This story was produced by the Oregon Journalism Project, a nonprofit newsroom covering the state.
Two newly filed ballot initiatives would open Oregon’s primary elections, which currently exclude voters not registered with the parties holding the nominating contests.
Election reformers have been trying to change Oregon’s primary system for nearly two decades. What’s different this time is that one of the three chief petitioners of the initiatives is an unlikely champion for change: former Gov. Ted Kulongoski, a Democrat who arguably contributed more to his party’s control of Oregon politics than anybody else.
In labor circles, Kulongoski, a lawyer who counted unions among his clients, will always be known for shepherding the Public Employee Collective Bargaining Act through the 1973 Legislature.
That law went further than those in the few other states that then allowed public employees to bargain collectively. It covered all public employees, not just a select few, such as police and firefighters, and it allowed most public employees to strike. Collective bargaining gave Oregon’s public employee unions the power to build the sophisticated, well-financed political operations that have dominated state and local elections for decades.
Kulongoski rode that wave of Democratic power. He served in the Oregon House from 1973 to 1975 and the Senate from 1978 to 1983; worked as appointed insurance commissioner from 1987 to 1991; and then won election as Oregon attorney general in 1992 and as a justice of the Oregon Supreme Court in 1997. He left his position on the state’s highest court in 2001 to run for governor, capping his career with two terms in Mahonia Hall from 2003 to 2011.
The former governor says he remains a proud Democrat but is disillusioned with the condition of Oregon.
“I don’t think the process is functioning in the broadest interests of Oregonians,” Kulongoski says. “It’s working for interest groups and people with money.”
He sees two ways to fix things: elect different kinds of candidates, or change the process. And as long as special interests dominate the parties’ nominating primaries, Kulongoski says he thinks the same kind of candidates will get elected.
“If you want to change the outcomes,” Kulongoski says, “I have come to believe you have to change the process.”
The initiatives he and two co-chief petitioners—former state Rep. Cheri Helt (R-Bend) and Andrew Kaza, co-chair of the state council of the Independent Party of Oregon—have put forward are both called the “Voters Fairness Act.” Initiative 55 would amend the Oregon Constitution to eliminate partisan primaries, and Initiative 56 would create a new process in which all candidates would be listed on a single ballot, with the top two vote-getters advancing to the general election.
Previous efforts to open Oregon’s primaries (as California, Washington and other states have done in various ways) have failed twice at the ballot (in 2008 and 2014) and have fallen short of qualifying for the ballot at other times, most recently in 2024.
In the past, proponents based their case for change in part on the premise that the current primary system tends to reward more extreme candidates: Democrats who veer to the far left and Republicans to the far right. The reformers’ hope was that by opening primaries to nonaffiliated voters and advancing the top two vote-getters, regardless of party, the electorate would move more to the middle. Call it the moderation argument.
Now, the effects of Oregon’s motor voter law (which went into effect in 2016 and automatically registers to vote anyone obtaining or renewing a driver’s license) have added another element to the impetus for change.
Reformers point to a fundamental unfairness of the current system. In 2014, for instance, when voters last considered an open primary measure (Measure 65, which failed 66%–34%), just 24% of Oregon voters were unaffiliated with any party. Now, the share of nonaffiliated voters has jumped to 37%, and when you add minor party voters, fully 44% of all registered voters may not cast a primary ballot.
The Democratic and Republican primaries are funded by taxpayers, not the parties, Kulonogoski notes, so nearly half of all Oregonians are paying for something in which they may not participate and, of course, are still affected by the elections’ outcomes.
“Right now, the special interest groups don’t have to communicate with those voters, who tend to be left of center socially and right of center economically,” Kulogoski says. “I just think it’s logical that the more people who are involved in elections, the better the outcomes will be.”
The former governor says he’s confident the initiative campaign can raise the money it needs to communicate with voters, who he thinks are more concerned than ever about the state’s future.
“I’ve explained what we’re doing in private conversations with friends,” Kulongoski says. “I tell them, ‘If you think things are going great right now, don’t listen to me.’”
The campaign must gather 156,231 valid signatures to qualify the constitution-amending Initiative 55 and 117,173 signatures to qualify Initiative 56 for the November 2026 ballot.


- _The problem_
Work out how many lines in the following entries contain the string "ylabel", and write only that number.

- _Material for the task_

· · · · ·

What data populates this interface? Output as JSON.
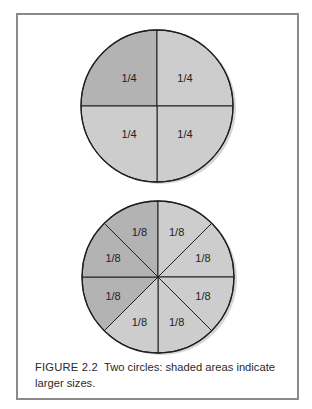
{
  "figure": {
    "label": "FIGURE 2.2",
    "caption": "Two circles: shaded areas indicate larger sizes.",
    "colors": {
      "dark": "#b3b3b3",
      "light": "#cdcdcd",
      "stroke": "#1e1e1e"
    },
    "circles": [
      {
        "name": "quarters-circle",
        "slices": [
          {
            "label": "1/4",
            "shaded": true
          },
          {
            "label": "1/4",
            "shaded": false
          },
          {
            "label": "1/4",
            "shaded": false
          },
          {
            "label": "1/4",
            "shaded": false
          }
        ]
      },
      {
        "name": "eighths-circle",
        "slices": [
          {
            "label": "1/8",
            "shaded": true
          },
          {
            "label": "1/8",
            "shaded": false
          },
          {
            "label": "1/8",
            "shaded": false
          },
          {
            "label": "1/8",
            "shaded": false
          },
          {
            "label": "1/8",
            "shaded": false
          },
          {
            "label": "1/8",
            "shaded": false
          },
          {
            "label": "1/8",
            "shaded": true
          },
          {
            "label": "1/8",
            "shaded": true
          }
        ]
      }
    ]
  }
}
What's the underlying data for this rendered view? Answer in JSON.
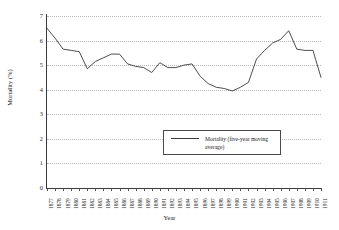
{
  "chart_data": {
    "type": "line",
    "title": "",
    "xlabel": "Year",
    "ylabel": "Mortality (%)",
    "ylim": [
      0,
      7
    ],
    "ytick_labels": [
      "0",
      "1",
      "2",
      "3",
      "4",
      "5",
      "6",
      "7"
    ],
    "grid": true,
    "legend_position": "center-right-inside",
    "legend_entries": [
      "Mortality (five-year moving average)"
    ],
    "categories": [
      "1877",
      "1878",
      "1879",
      "1880",
      "1881",
      "1882",
      "1883",
      "1884",
      "1885",
      "1886",
      "1887",
      "1888",
      "1889",
      "1890",
      "1891",
      "1892",
      "1893",
      "1894",
      "1895",
      "1896",
      "1897",
      "1898",
      "1899",
      "1900",
      "1901",
      "1902",
      "1903",
      "1904",
      "1905",
      "1906",
      "1907",
      "1908",
      "1909",
      "1910",
      "1911"
    ],
    "series": [
      {
        "name": "Mortality (five-year moving average)",
        "values": [
          6.5,
          6.1,
          5.65,
          5.6,
          5.55,
          4.85,
          5.15,
          5.3,
          5.45,
          5.45,
          5.05,
          4.95,
          4.9,
          4.7,
          5.1,
          4.9,
          4.9,
          5.0,
          5.05,
          4.55,
          4.25,
          4.1,
          4.05,
          3.95,
          4.1,
          4.3,
          5.25,
          5.6,
          5.9,
          6.05,
          6.4,
          5.65,
          5.6,
          5.6,
          4.5
        ]
      }
    ]
  },
  "legend": {
    "label": "Mortality (five-year moving average)"
  },
  "axes": {
    "y_title": "Mortality (%)",
    "x_title": "Year"
  }
}
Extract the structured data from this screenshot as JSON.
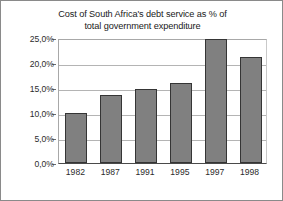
{
  "chart_data": {
    "type": "bar",
    "title": "Cost of South Africa's debt service as % of total government expenditure",
    "title_lines": [
      "Cost of South Africa's debt service as % of",
      "total government expenditure"
    ],
    "categories": [
      "1982",
      "1987",
      "1991",
      "1995",
      "1997",
      "1998"
    ],
    "values": [
      10.0,
      13.7,
      14.8,
      16.0,
      24.8,
      21.3
    ],
    "series": [
      {
        "name": "Debt service as % of total government expenditure",
        "values": [
          10.0,
          13.7,
          14.8,
          16.0,
          24.8,
          21.3
        ]
      }
    ],
    "xlabel": "",
    "ylabel": "",
    "ylim": [
      0.0,
      25.0
    ],
    "yticks": [
      0.0,
      5.0,
      10.0,
      15.0,
      20.0,
      25.0
    ],
    "ytick_labels": [
      "0,0%",
      "5,0%",
      "10,0%",
      "15,0%",
      "20,0%",
      "25,0%"
    ],
    "xtick_labels": [
      "1982",
      "1987",
      "1991",
      "1995",
      "1997",
      "1998"
    ],
    "grid": true,
    "grid_axis": "y",
    "legend": false,
    "legend_position": "none",
    "bar_color": "#808080",
    "bar_edge_color": "#353535",
    "gridline_color": "#b4b4b4",
    "axis_color": "#4a4a4a",
    "text_color": "#2b2b2b",
    "background_color": "#ffffff",
    "frame_color": "#8a8a8a",
    "decimal_separator": ","
  }
}
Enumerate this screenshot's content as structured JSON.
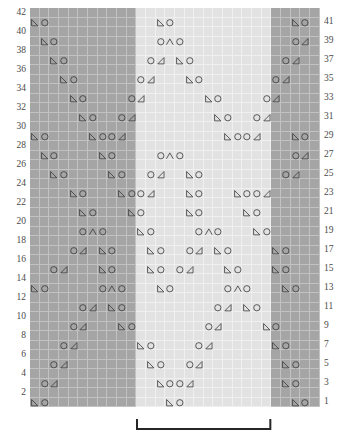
{
  "chart_data": {
    "type": "table",
    "grid": {
      "columns": 30,
      "rows": 42
    },
    "row_numbers_left": [
      42,
      40,
      38,
      36,
      34,
      32,
      30,
      28,
      26,
      24,
      22,
      20,
      18,
      16,
      14,
      12,
      10,
      8,
      6,
      4,
      2
    ],
    "row_numbers_right": [
      41,
      39,
      37,
      35,
      33,
      31,
      29,
      27,
      25,
      23,
      21,
      19,
      17,
      15,
      13,
      11,
      9,
      7,
      5,
      3,
      1
    ],
    "shading": {
      "note": "background blocks by column index (0-based)",
      "dark_left_cols": [
        0,
        11
      ],
      "light_center_cols": [
        11,
        25
      ],
      "dark_right_cols": [
        25,
        30
      ],
      "dark_color": "#a5a5a5",
      "light_color": "#e2e2e2",
      "gridline_color": "#dcdcdc"
    },
    "symbol_legend": [
      {
        "key": "k2tog_left",
        "name": "left-leaning-decrease",
        "glyph": "left-triangle"
      },
      {
        "key": "yo",
        "name": "yarn-over",
        "glyph": "circle"
      },
      {
        "key": "cdd",
        "name": "centered-double-decrease",
        "glyph": "chevron-up"
      },
      {
        "key": "k2tog_right",
        "name": "right-leaning-decrease",
        "glyph": "right-triangle"
      }
    ],
    "rows": [
      {
        "n": 42,
        "cells": []
      },
      {
        "n": 41,
        "cells": [
          {
            "c": 0,
            "s": "k2tog_left"
          },
          {
            "c": 1,
            "s": "yo"
          },
          {
            "c": 13,
            "s": "k2tog_left"
          },
          {
            "c": 14,
            "s": "yo"
          },
          {
            "c": 27,
            "s": "k2tog_left"
          },
          {
            "c": 28,
            "s": "yo"
          }
        ]
      },
      {
        "n": 40,
        "cells": []
      },
      {
        "n": 39,
        "cells": [
          {
            "c": 1,
            "s": "k2tog_left"
          },
          {
            "c": 2,
            "s": "yo"
          },
          {
            "c": 13,
            "s": "yo"
          },
          {
            "c": 14,
            "s": "cdd"
          },
          {
            "c": 15,
            "s": "yo"
          },
          {
            "c": 27,
            "s": "yo"
          },
          {
            "c": 28,
            "s": "k2tog_right"
          }
        ]
      },
      {
        "n": 38,
        "cells": []
      },
      {
        "n": 37,
        "cells": [
          {
            "c": 2,
            "s": "k2tog_left"
          },
          {
            "c": 3,
            "s": "yo"
          },
          {
            "c": 12,
            "s": "yo"
          },
          {
            "c": 13,
            "s": "k2tog_right"
          },
          {
            "c": 15,
            "s": "k2tog_left"
          },
          {
            "c": 16,
            "s": "yo"
          },
          {
            "c": 26,
            "s": "yo"
          },
          {
            "c": 27,
            "s": "k2tog_right"
          }
        ]
      },
      {
        "n": 36,
        "cells": []
      },
      {
        "n": 35,
        "cells": [
          {
            "c": 3,
            "s": "k2tog_left"
          },
          {
            "c": 4,
            "s": "yo"
          },
          {
            "c": 11,
            "s": "yo"
          },
          {
            "c": 12,
            "s": "k2tog_right"
          },
          {
            "c": 16,
            "s": "k2tog_left"
          },
          {
            "c": 17,
            "s": "yo"
          },
          {
            "c": 25,
            "s": "yo"
          },
          {
            "c": 26,
            "s": "k2tog_right"
          }
        ]
      },
      {
        "n": 34,
        "cells": []
      },
      {
        "n": 33,
        "cells": [
          {
            "c": 4,
            "s": "k2tog_left"
          },
          {
            "c": 5,
            "s": "yo"
          },
          {
            "c": 10,
            "s": "yo"
          },
          {
            "c": 11,
            "s": "k2tog_right"
          },
          {
            "c": 18,
            "s": "k2tog_left"
          },
          {
            "c": 19,
            "s": "yo"
          },
          {
            "c": 24,
            "s": "yo"
          },
          {
            "c": 25,
            "s": "k2tog_right"
          }
        ]
      },
      {
        "n": 32,
        "cells": []
      },
      {
        "n": 31,
        "cells": [
          {
            "c": 5,
            "s": "k2tog_left"
          },
          {
            "c": 6,
            "s": "yo"
          },
          {
            "c": 9,
            "s": "yo"
          },
          {
            "c": 10,
            "s": "k2tog_right"
          },
          {
            "c": 19,
            "s": "k2tog_left"
          },
          {
            "c": 20,
            "s": "yo"
          },
          {
            "c": 23,
            "s": "yo"
          },
          {
            "c": 24,
            "s": "k2tog_right"
          }
        ]
      },
      {
        "n": 30,
        "cells": []
      },
      {
        "n": 29,
        "cells": [
          {
            "c": 0,
            "s": "k2tog_left"
          },
          {
            "c": 1,
            "s": "yo"
          },
          {
            "c": 6,
            "s": "k2tog_left"
          },
          {
            "c": 7,
            "s": "yo"
          },
          {
            "c": 8,
            "s": "yo"
          },
          {
            "c": 9,
            "s": "k2tog_right"
          },
          {
            "c": 20,
            "s": "k2tog_left"
          },
          {
            "c": 21,
            "s": "yo"
          },
          {
            "c": 22,
            "s": "yo"
          },
          {
            "c": 23,
            "s": "k2tog_right"
          },
          {
            "c": 27,
            "s": "k2tog_left"
          },
          {
            "c": 28,
            "s": "yo"
          }
        ]
      },
      {
        "n": 28,
        "cells": []
      },
      {
        "n": 27,
        "cells": [
          {
            "c": 1,
            "s": "k2tog_left"
          },
          {
            "c": 2,
            "s": "yo"
          },
          {
            "c": 7,
            "s": "k2tog_left"
          },
          {
            "c": 8,
            "s": "yo"
          },
          {
            "c": 13,
            "s": "yo"
          },
          {
            "c": 14,
            "s": "cdd"
          },
          {
            "c": 15,
            "s": "yo"
          },
          {
            "c": 27,
            "s": "yo"
          },
          {
            "c": 28,
            "s": "k2tog_right"
          }
        ]
      },
      {
        "n": 26,
        "cells": []
      },
      {
        "n": 25,
        "cells": [
          {
            "c": 2,
            "s": "k2tog_left"
          },
          {
            "c": 3,
            "s": "yo"
          },
          {
            "c": 8,
            "s": "k2tog_left"
          },
          {
            "c": 9,
            "s": "yo"
          },
          {
            "c": 12,
            "s": "yo"
          },
          {
            "c": 13,
            "s": "k2tog_right"
          },
          {
            "c": 16,
            "s": "k2tog_left"
          },
          {
            "c": 17,
            "s": "yo"
          },
          {
            "c": 26,
            "s": "yo"
          },
          {
            "c": 27,
            "s": "k2tog_right"
          }
        ]
      },
      {
        "n": 24,
        "cells": []
      },
      {
        "n": 23,
        "cells": [
          {
            "c": 4,
            "s": "k2tog_left"
          },
          {
            "c": 5,
            "s": "yo"
          },
          {
            "c": 9,
            "s": "k2tog_left"
          },
          {
            "c": 10,
            "s": "yo"
          },
          {
            "c": 11,
            "s": "yo"
          },
          {
            "c": 12,
            "s": "k2tog_right"
          },
          {
            "c": 16,
            "s": "k2tog_left"
          },
          {
            "c": 17,
            "s": "yo"
          },
          {
            "c": 21,
            "s": "k2tog_left"
          },
          {
            "c": 22,
            "s": "yo"
          },
          {
            "c": 23,
            "s": "yo"
          },
          {
            "c": 24,
            "s": "k2tog_right"
          }
        ]
      },
      {
        "n": 22,
        "cells": []
      },
      {
        "n": 21,
        "cells": [
          {
            "c": 5,
            "s": "k2tog_left"
          },
          {
            "c": 6,
            "s": "yo"
          },
          {
            "c": 10,
            "s": "k2tog_left"
          },
          {
            "c": 11,
            "s": "yo"
          },
          {
            "c": 16,
            "s": "k2tog_left"
          },
          {
            "c": 17,
            "s": "yo"
          },
          {
            "c": 22,
            "s": "k2tog_left"
          },
          {
            "c": 23,
            "s": "yo"
          }
        ]
      },
      {
        "n": 20,
        "cells": []
      },
      {
        "n": 19,
        "cells": [
          {
            "c": 5,
            "s": "yo"
          },
          {
            "c": 6,
            "s": "cdd"
          },
          {
            "c": 7,
            "s": "yo"
          },
          {
            "c": 11,
            "s": "k2tog_left"
          },
          {
            "c": 12,
            "s": "yo"
          },
          {
            "c": 17,
            "s": "yo"
          },
          {
            "c": 18,
            "s": "cdd"
          },
          {
            "c": 19,
            "s": "yo"
          },
          {
            "c": 23,
            "s": "k2tog_left"
          },
          {
            "c": 24,
            "s": "yo"
          }
        ]
      },
      {
        "n": 18,
        "cells": []
      },
      {
        "n": 17,
        "cells": [
          {
            "c": 4,
            "s": "yo"
          },
          {
            "c": 5,
            "s": "k2tog_right"
          },
          {
            "c": 7,
            "s": "k2tog_left"
          },
          {
            "c": 8,
            "s": "yo"
          },
          {
            "c": 12,
            "s": "k2tog_left"
          },
          {
            "c": 13,
            "s": "yo"
          },
          {
            "c": 16,
            "s": "yo"
          },
          {
            "c": 17,
            "s": "k2tog_right"
          },
          {
            "c": 19,
            "s": "k2tog_left"
          },
          {
            "c": 20,
            "s": "yo"
          },
          {
            "c": 25,
            "s": "k2tog_left"
          },
          {
            "c": 26,
            "s": "yo"
          }
        ]
      },
      {
        "n": 16,
        "cells": []
      },
      {
        "n": 15,
        "cells": [
          {
            "c": 2,
            "s": "yo"
          },
          {
            "c": 3,
            "s": "k2tog_right"
          },
          {
            "c": 7,
            "s": "k2tog_left"
          },
          {
            "c": 8,
            "s": "yo"
          },
          {
            "c": 12,
            "s": "k2tog_left"
          },
          {
            "c": 13,
            "s": "yo"
          },
          {
            "c": 15,
            "s": "yo"
          },
          {
            "c": 16,
            "s": "k2tog_right"
          },
          {
            "c": 20,
            "s": "k2tog_left"
          },
          {
            "c": 21,
            "s": "yo"
          },
          {
            "c": 25,
            "s": "k2tog_left"
          },
          {
            "c": 26,
            "s": "yo"
          }
        ]
      },
      {
        "n": 14,
        "cells": []
      },
      {
        "n": 13,
        "cells": [
          {
            "c": 0,
            "s": "k2tog_left"
          },
          {
            "c": 1,
            "s": "yo"
          },
          {
            "c": 7,
            "s": "yo"
          },
          {
            "c": 8,
            "s": "cdd"
          },
          {
            "c": 9,
            "s": "yo"
          },
          {
            "c": 13,
            "s": "k2tog_left"
          },
          {
            "c": 14,
            "s": "yo"
          },
          {
            "c": 20,
            "s": "yo"
          },
          {
            "c": 21,
            "s": "cdd"
          },
          {
            "c": 22,
            "s": "yo"
          },
          {
            "c": 26,
            "s": "k2tog_left"
          },
          {
            "c": 27,
            "s": "yo"
          }
        ]
      },
      {
        "n": 12,
        "cells": []
      },
      {
        "n": 11,
        "cells": [
          {
            "c": 5,
            "s": "yo"
          },
          {
            "c": 6,
            "s": "k2tog_right"
          },
          {
            "c": 8,
            "s": "k2tog_left"
          },
          {
            "c": 9,
            "s": "yo"
          },
          {
            "c": 19,
            "s": "yo"
          },
          {
            "c": 20,
            "s": "k2tog_right"
          },
          {
            "c": 22,
            "s": "k2tog_left"
          },
          {
            "c": 23,
            "s": "yo"
          }
        ]
      },
      {
        "n": 10,
        "cells": []
      },
      {
        "n": 9,
        "cells": [
          {
            "c": 4,
            "s": "yo"
          },
          {
            "c": 5,
            "s": "k2tog_right"
          },
          {
            "c": 9,
            "s": "k2tog_left"
          },
          {
            "c": 10,
            "s": "yo"
          },
          {
            "c": 18,
            "s": "yo"
          },
          {
            "c": 19,
            "s": "k2tog_right"
          },
          {
            "c": 24,
            "s": "k2tog_left"
          },
          {
            "c": 25,
            "s": "yo"
          }
        ]
      },
      {
        "n": 8,
        "cells": []
      },
      {
        "n": 7,
        "cells": [
          {
            "c": 3,
            "s": "yo"
          },
          {
            "c": 4,
            "s": "k2tog_right"
          },
          {
            "c": 11,
            "s": "k2tog_left"
          },
          {
            "c": 12,
            "s": "yo"
          },
          {
            "c": 17,
            "s": "yo"
          },
          {
            "c": 18,
            "s": "k2tog_right"
          },
          {
            "c": 25,
            "s": "k2tog_left"
          },
          {
            "c": 26,
            "s": "yo"
          }
        ]
      },
      {
        "n": 6,
        "cells": []
      },
      {
        "n": 5,
        "cells": [
          {
            "c": 2,
            "s": "yo"
          },
          {
            "c": 3,
            "s": "k2tog_right"
          },
          {
            "c": 12,
            "s": "k2tog_left"
          },
          {
            "c": 13,
            "s": "yo"
          },
          {
            "c": 16,
            "s": "yo"
          },
          {
            "c": 17,
            "s": "k2tog_right"
          },
          {
            "c": 26,
            "s": "k2tog_left"
          },
          {
            "c": 27,
            "s": "yo"
          }
        ]
      },
      {
        "n": 4,
        "cells": []
      },
      {
        "n": 3,
        "cells": [
          {
            "c": 1,
            "s": "yo"
          },
          {
            "c": 2,
            "s": "k2tog_right"
          },
          {
            "c": 13,
            "s": "k2tog_left"
          },
          {
            "c": 14,
            "s": "yo"
          },
          {
            "c": 15,
            "s": "yo"
          },
          {
            "c": 16,
            "s": "k2tog_right"
          },
          {
            "c": 26,
            "s": "k2tog_left"
          },
          {
            "c": 27,
            "s": "yo"
          }
        ]
      },
      {
        "n": 2,
        "cells": []
      },
      {
        "n": 1,
        "cells": [
          {
            "c": 0,
            "s": "k2tog_left"
          },
          {
            "c": 1,
            "s": "yo"
          },
          {
            "c": 14,
            "s": "k2tog_left"
          },
          {
            "c": 15,
            "s": "yo"
          },
          {
            "c": 27,
            "s": "k2tog_left"
          },
          {
            "c": 28,
            "s": "yo"
          }
        ]
      }
    ],
    "repeat_bracket": {
      "start_col": 11,
      "end_col": 25,
      "label": ""
    }
  }
}
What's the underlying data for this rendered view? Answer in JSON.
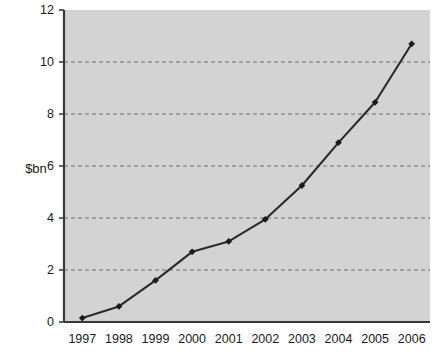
{
  "chart_data": {
    "type": "line",
    "title": "",
    "subtitle": "",
    "xlabel": "",
    "ylabel": "$bn",
    "categories": [
      "1997",
      "1998",
      "1999",
      "2000",
      "2001",
      "2002",
      "2003",
      "2004",
      "2005",
      "2006"
    ],
    "values": [
      0.15,
      0.6,
      1.6,
      2.7,
      3.1,
      3.95,
      5.25,
      6.9,
      8.45,
      10.7
    ],
    "series": [
      {
        "name": "",
        "values": [
          0.15,
          0.6,
          1.6,
          2.7,
          3.1,
          3.95,
          5.25,
          6.9,
          8.45,
          10.7
        ]
      }
    ],
    "ylim": [
      0,
      12
    ],
    "yticks": [
      0,
      2,
      4,
      6,
      8,
      10,
      12
    ],
    "ytick_labels": [
      "0",
      "2",
      "4",
      "6",
      "8",
      "10",
      "12"
    ],
    "xtick_labels": [
      "1997",
      "1998",
      "1999",
      "2000",
      "2001",
      "2002",
      "2003",
      "2004",
      "2005",
      "2006"
    ],
    "grid": true,
    "grid_style": "dashed-horizontal",
    "legend": false,
    "legend_position": "none",
    "marker": "diamond",
    "colors": {
      "plot_background": "#d3d3d3",
      "page_background": "#ffffff",
      "line": "#2b2b2b",
      "marker": "#1c1c1c",
      "gridline": "#6f6f6f",
      "axis": "#3a3a3a",
      "text": "#1a1a1a"
    }
  }
}
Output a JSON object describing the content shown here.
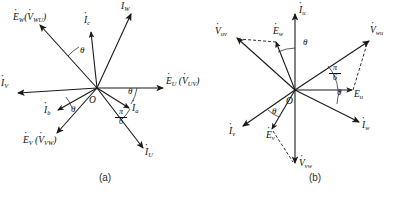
{
  "figure": {
    "background_color": "#ffffff",
    "stroke_color": "#1a1a1a",
    "panels": [
      {
        "id": "a",
        "caption": "(a)",
        "origin_label": "O",
        "labels": {
          "i_w": "I",
          "i_w_sub": "W",
          "i_c": "I",
          "i_c_sub": "c",
          "e_w": "E",
          "e_w_sub": "W",
          "v_wu_open": "(",
          "v_wu": "V",
          "v_wu_sub": "WU",
          "v_wu_close": ")",
          "i_v": "I",
          "i_v_sub": "V",
          "e_u": "E",
          "e_u_sub": "U",
          "v_uv_open": "(",
          "v_uv": "V",
          "v_uv_sub": "UV",
          "v_uv_close": ")",
          "i_a": "I",
          "i_a_sub": "a",
          "i_b": "I",
          "i_b_sub": "b",
          "e_v": "E",
          "e_v_sub": "V",
          "v_vw_open": "(",
          "v_vw": "V",
          "v_vw_sub": "VW",
          "v_vw_close": ")",
          "i_u": "I",
          "i_u_sub": "U",
          "theta_top": "θ",
          "theta_right": "θ",
          "theta_bottom": "θ",
          "pi_num": "π",
          "pi_den": "6"
        }
      },
      {
        "id": "b",
        "caption": "(b)",
        "origin_label": "O",
        "labels": {
          "i_u": "I",
          "i_u_sub": "u",
          "e_w": "E",
          "e_w_sub": "w",
          "v_uv": "V",
          "v_uv_sub": "uv",
          "v_wu": "V",
          "v_wu_sub": "wu",
          "e_u": "E",
          "e_u_sub": "u",
          "i_w": "I",
          "i_w_sub": "w",
          "i_v": "I",
          "i_v_sub": "v",
          "e_v": "E",
          "e_v_sub": "v",
          "v_vw": "V",
          "v_vw_sub": "vw",
          "theta_top": "θ",
          "theta_right": "θ",
          "theta_bottom": "θ",
          "pi_num": "π",
          "pi_den": "6"
        }
      }
    ]
  }
}
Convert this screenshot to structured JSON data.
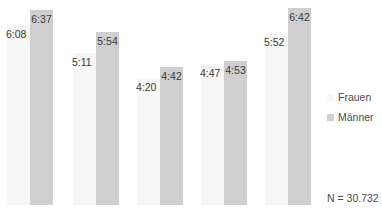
{
  "chart_data": {
    "type": "bar",
    "title": "",
    "xlabel": "",
    "ylabel": "",
    "categories": [
      "",
      "",
      "",
      "",
      ""
    ],
    "series": [
      {
        "name": "Frauen",
        "color": "#f6f6f6",
        "labels": [
          "6:08",
          "5:11",
          "4:20",
          "4:47",
          "5:52"
        ],
        "values_minutes": [
          368,
          311,
          260,
          287,
          352
        ]
      },
      {
        "name": "Männer",
        "color": "#cfcfcf",
        "labels": [
          "6:37",
          "5:54",
          "4:42",
          "4:53",
          "6:42"
        ],
        "values_minutes": [
          397,
          354,
          282,
          293,
          402
        ]
      }
    ],
    "ylim": [
      0,
      402
    ],
    "grid": false,
    "legend_position": "right",
    "annotation": "N = 30.732"
  },
  "legend": {
    "frauen": "Frauen",
    "maenner": "Männer"
  },
  "note": "N = 30.732"
}
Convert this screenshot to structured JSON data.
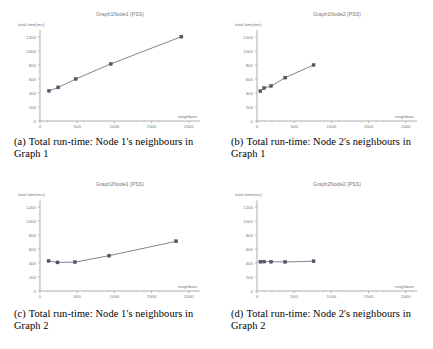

· · · · ·

- _Solution_
4